Make the company itself the ultimate product—be a clock
builder, not a time teller: Imagine that you met a remarkable person who could look at
the sun or the stars and, amazingly, state the exact time and date. Wouldn’t it
be even more amazing still if, instead of telling the time, that person built a
clock that could tell the time forever, even after he or she were dead and
gone? Having a great idea or being a charismatic visionary leader
is “time telling;” building a company that can prosper far beyond the tenure of
any single leader and through multiple product life cycles is “clock building.”
Those who build visionary companies tend to be clock builders. Their primary
accomplishment is not the implementation of a great idea, the expression of a
charismatic personality, or the accumulation of wealth. It is the company
itself and what it stands for.
Build your company around a core ideology: In 17 of the 18 pairs of companies in this research, they found
the visionary company was guided more by a core ideology—core values and a
sense of purpose beyond just making money—than the comparison company was. A
deeply held core ideology gives a company both a strong sense of identity and a
thread of continuity that holds the organization together in the face of
change. The word ideology chosen because we found an almost
religious fervor in the visionary companies as they grew up that we did not see
to the same degree in the comparison companies. 3M's dedication to innovation,
P&G's commitment to product excellence, Nordstrom’s ideal of heroic
customer service, HP’s belief in respect for the individual—those were sacred
tenets, to be pursued zealously and preserved as a guiding force for
generations.
Build a cult-like culture: Architects of visionary companies don’t just trust in good
intentions or “values statements;” they build cult-like cultures around their
core ideologies. Walt Disney created an entire language to reinforce his
company's ideology. Disneyland employees are “cast members.” Customers are
“guests.” Jobs are “parts” in a “performance.” Disney required—as the company
does to this day—that all new employees go through a “Disney Traditions”

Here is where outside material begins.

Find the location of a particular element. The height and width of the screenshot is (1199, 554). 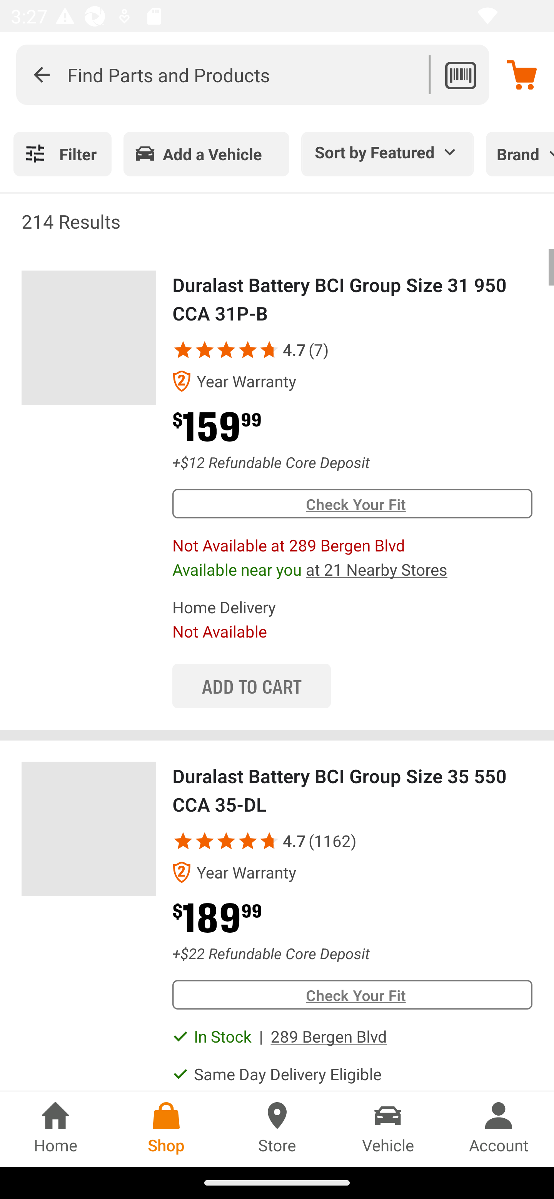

orientation course, in which they learn the company's business is “to make
people happy.”
Home grow your management: In more than 1,700 years of combined history, only four
cases in visionary companies in which an outsider was hired as chief
executive—and that in only 2 of the 18 companies! In contrast, the less
successful comparison companies were six times more likely to go outside for a
CEO. The findings simply do not support the widely held belief that companies
should hire outsiders to stimulate change and progress. Insiders preserve the core values,
understanding them on a gut level in a way that outsiders usually cannot. Yet
insiders can also be change agents, building on the core values while moving
the company in exciting new directions.
Stimulate progress through BHAGs, experimentation, and
continuous improvement: To build a visionary company, you need to counterbalance its
fixed core ideology with a relentless drive for progress. While core ideology
provides continuity, stability, and cohesion, the drive for progress promotes
change, improvement, innovation, and renewal. In a visionary company, continuous improvement
is a way of life, not a management fad. The critical question is not “How can
we do well?” or “How can we meet the competition?” but “How can we do better
tomorrow than we did today?” The challenge is to build for the long term while
doing well today.
Embrace “the genius of the and”: If there's one lesson from the finding to keep in mind above
all others, it is this: Clock build your company so that it preserves a
passionately held core ideology and simultaneously stimulates progress in
everything but that ideology. Preserve the core and stimulate progress. A truly
visionary company embraces both ends of a continuum: continuity and change,
conservatism and progressiveness, stability and revolution, predictability and
chaos, heritage and renewal, fundamentals and craziness. And, and, and.